■ Work to complete
The lines to return are those from the line holding "Identify the location of Talent" through the last line of the entries below, both included, written exactly and without pictures.

■ Dataset
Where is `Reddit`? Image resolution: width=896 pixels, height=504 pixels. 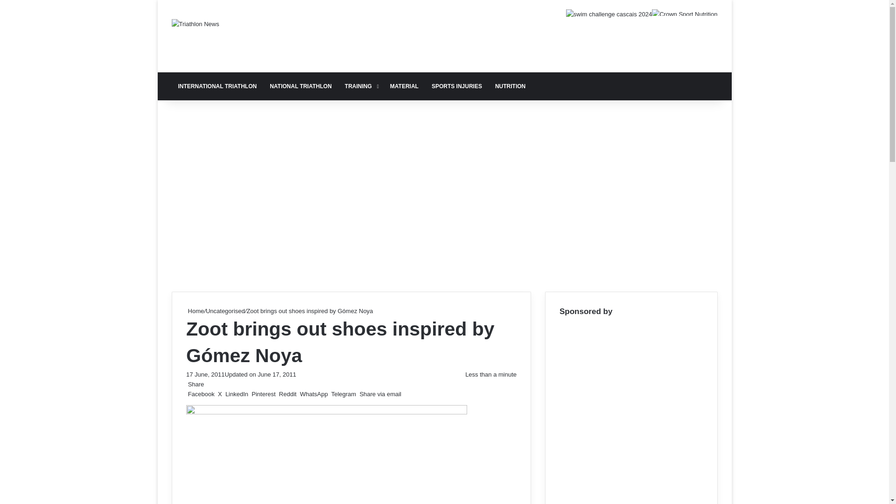 Reddit is located at coordinates (287, 394).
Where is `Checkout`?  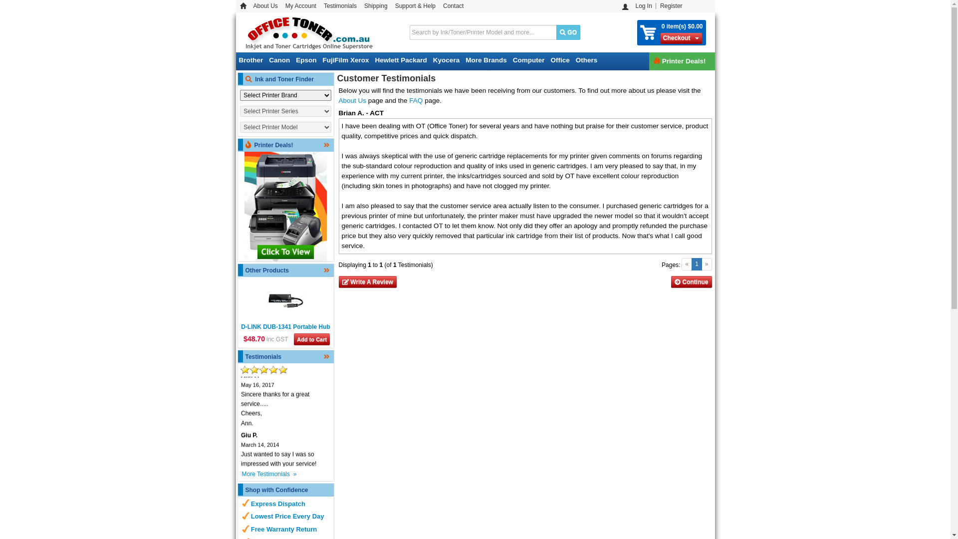 Checkout is located at coordinates (677, 38).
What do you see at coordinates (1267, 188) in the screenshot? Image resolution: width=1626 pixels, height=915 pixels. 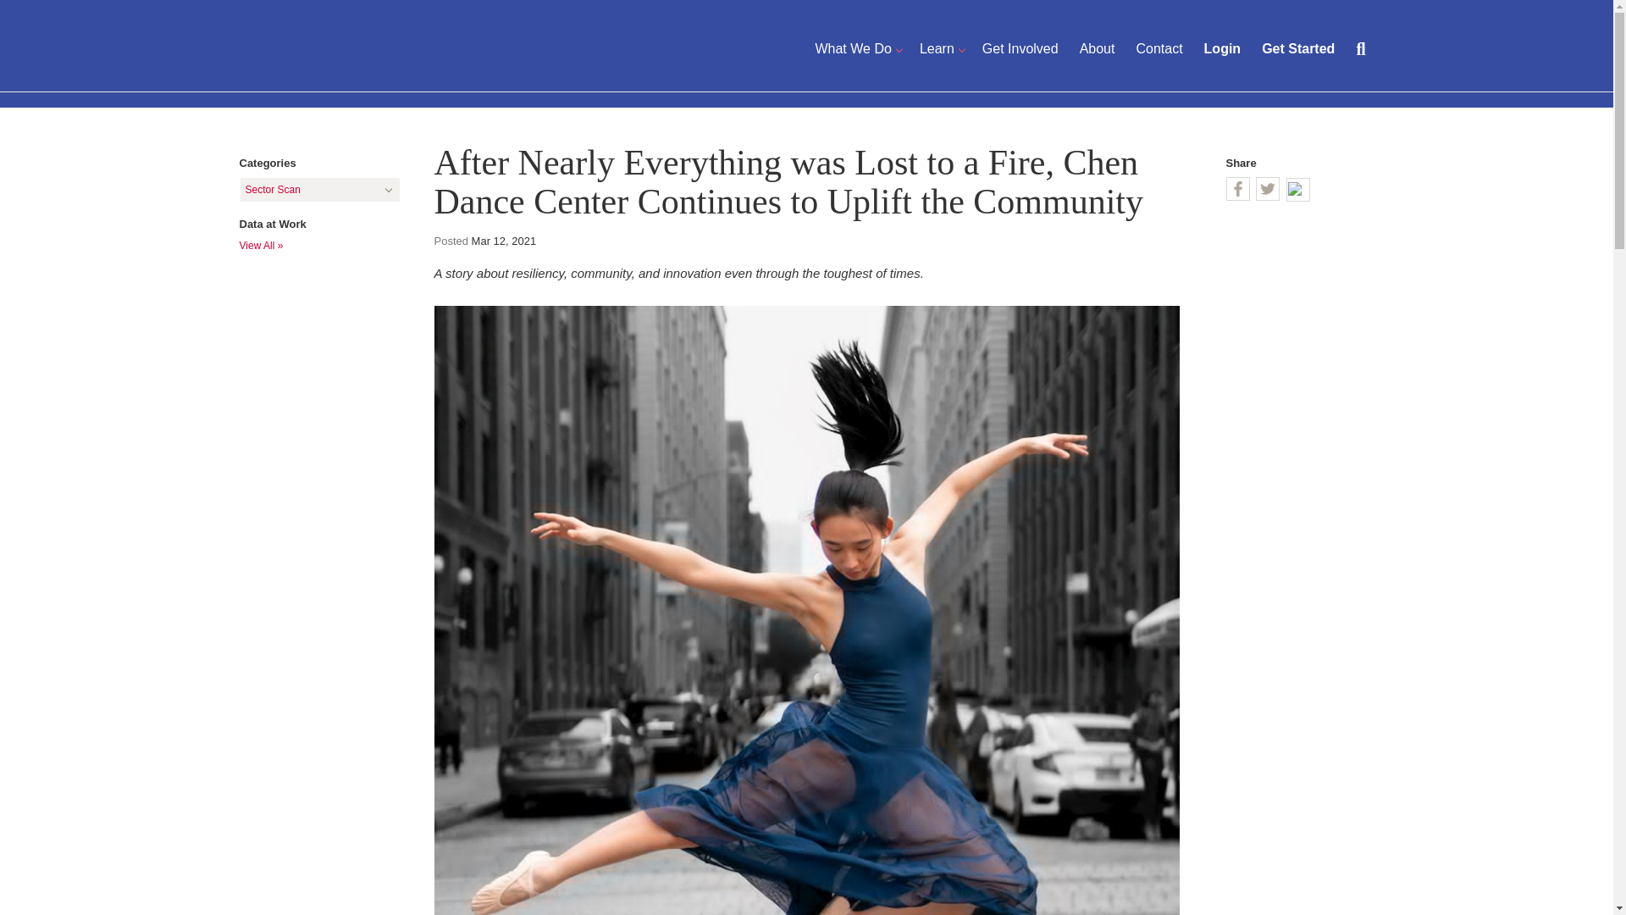 I see `Twitter` at bounding box center [1267, 188].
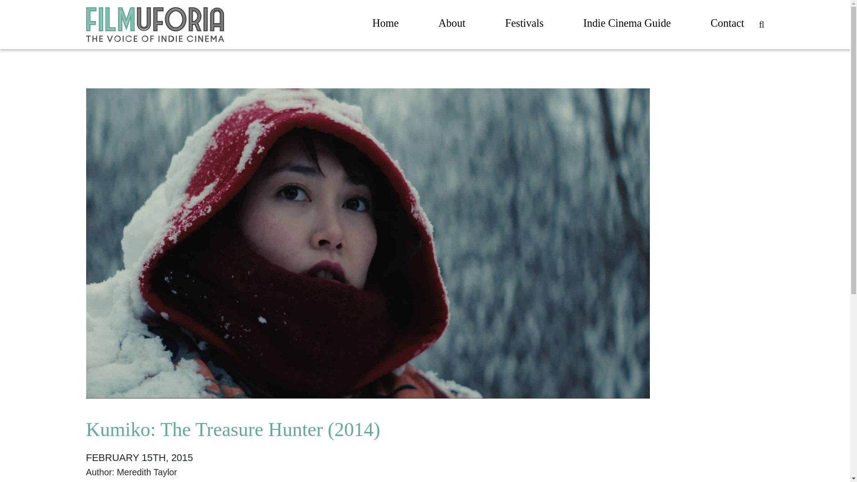 The image size is (857, 482). I want to click on Indie Cinema Guide, so click(627, 25).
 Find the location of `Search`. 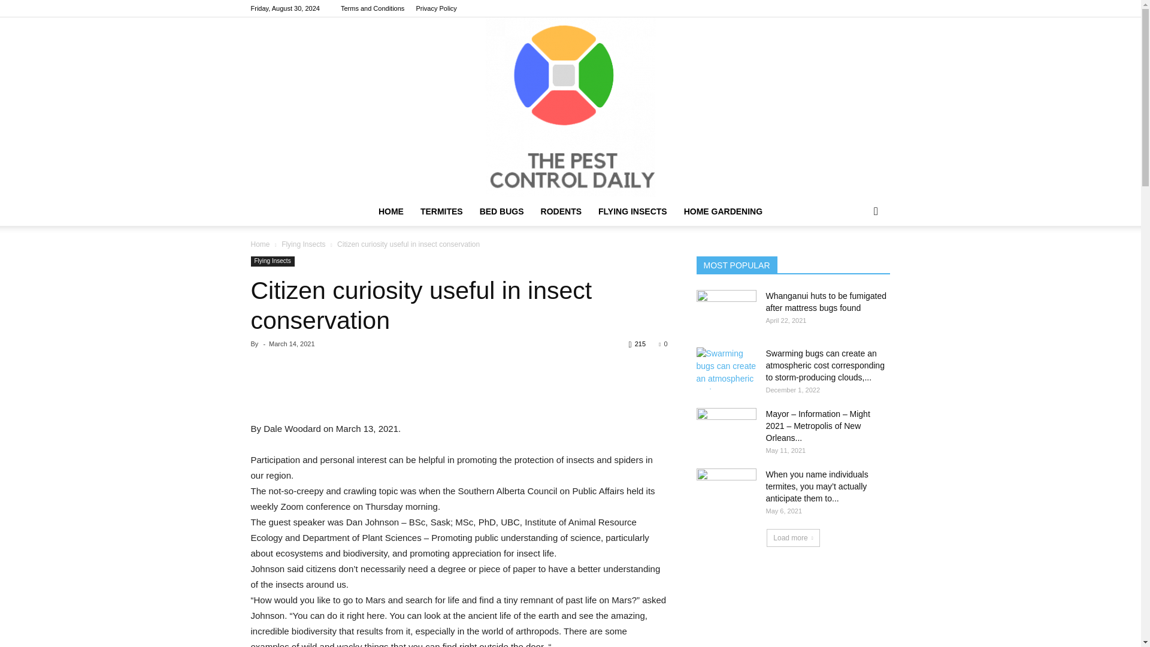

Search is located at coordinates (856, 259).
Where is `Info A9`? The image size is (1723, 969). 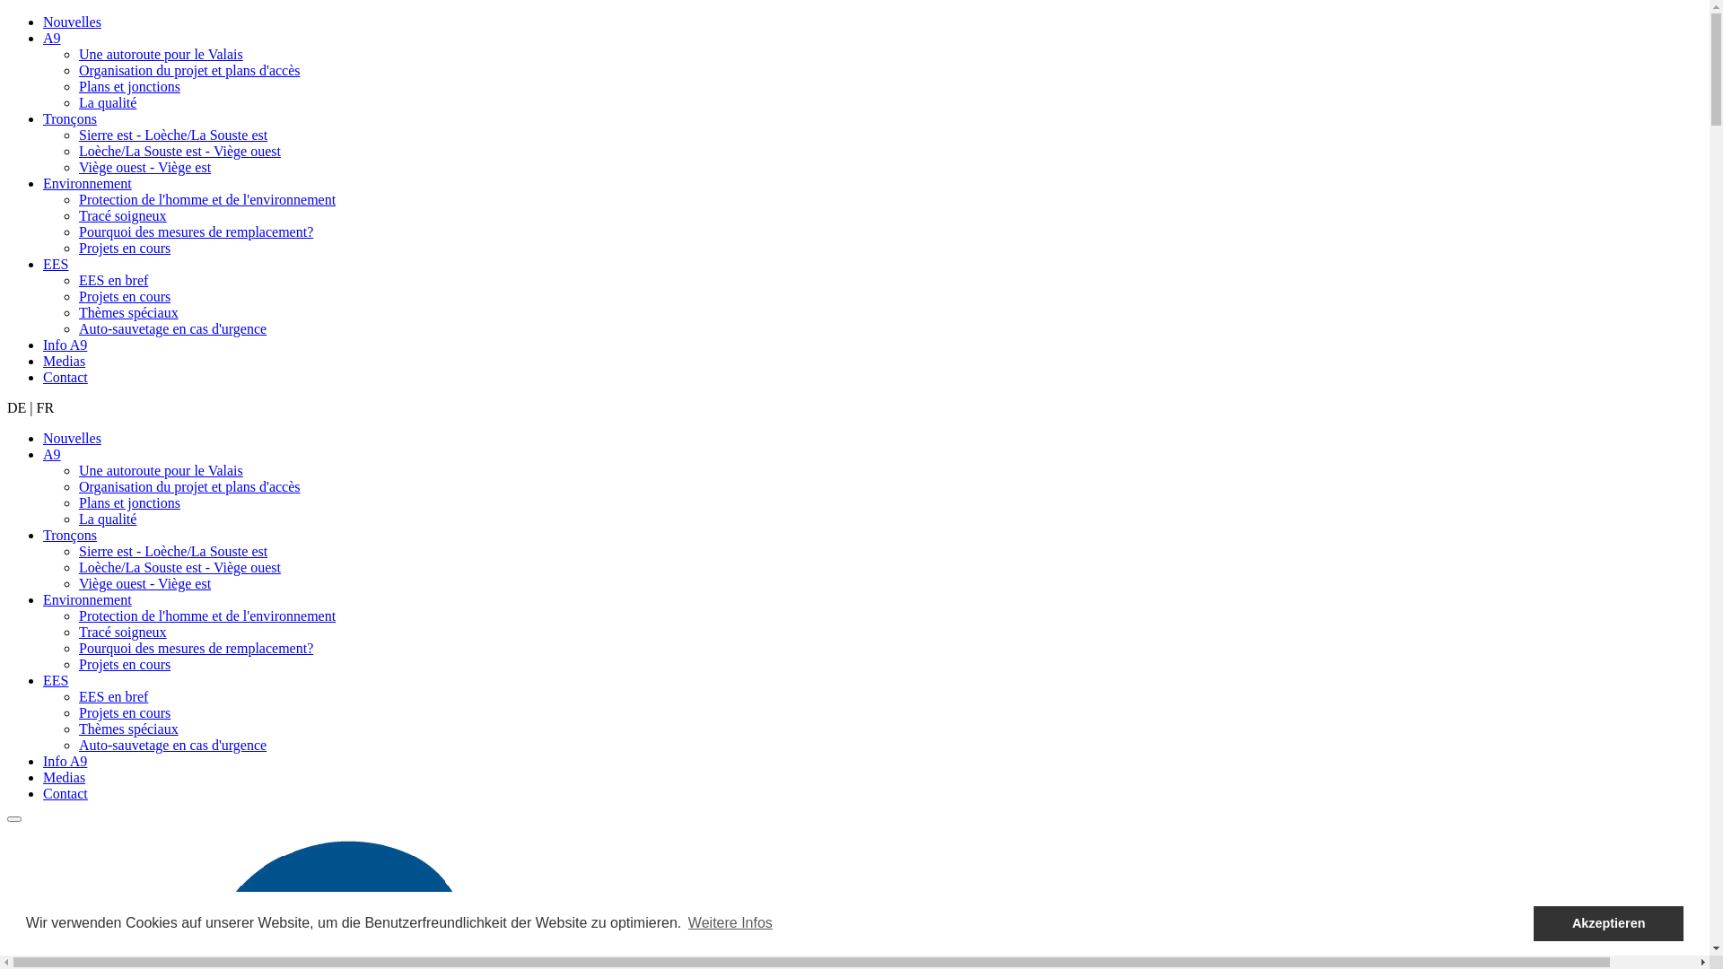
Info A9 is located at coordinates (65, 345).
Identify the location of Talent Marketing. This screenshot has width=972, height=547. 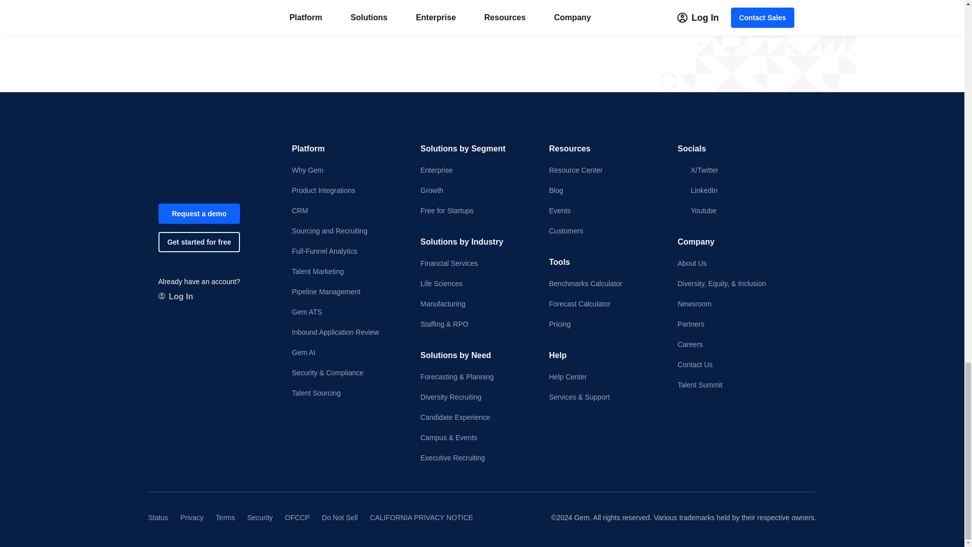
(347, 271).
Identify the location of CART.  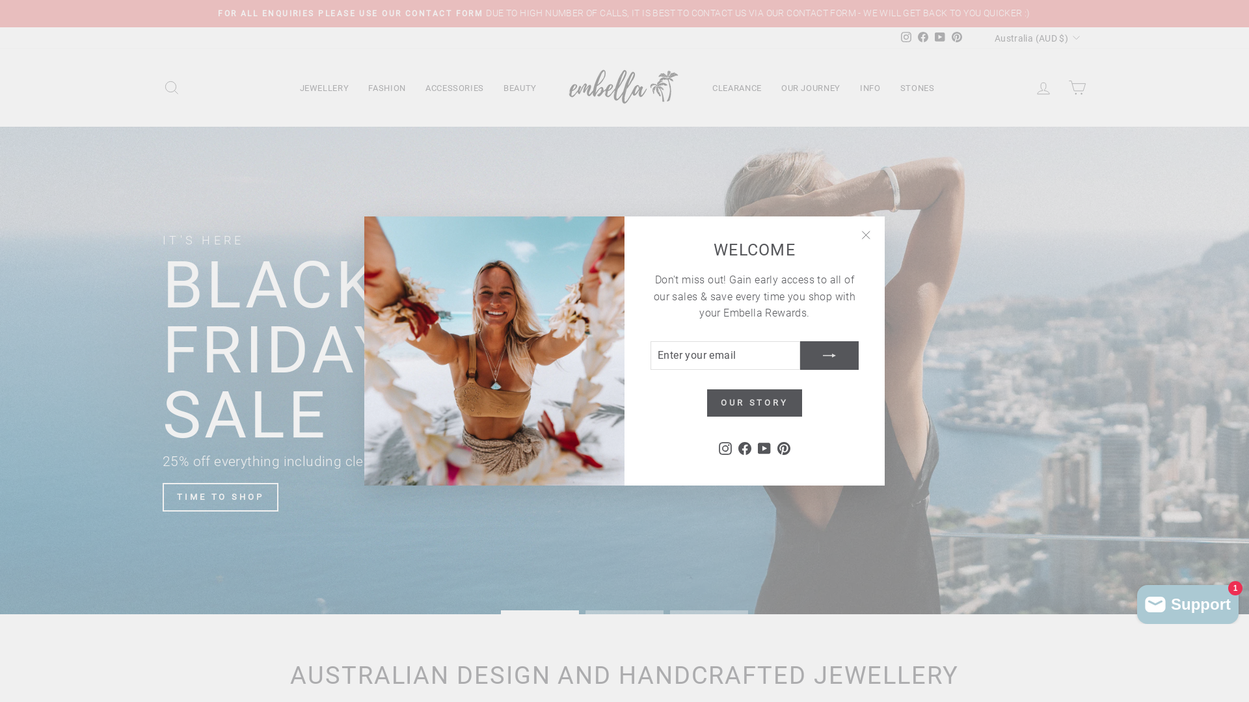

■ Exercise result
Identify the location of Talent Marketing. This screenshot has width=972, height=547. 
(347, 271).
Identify the location of CART.  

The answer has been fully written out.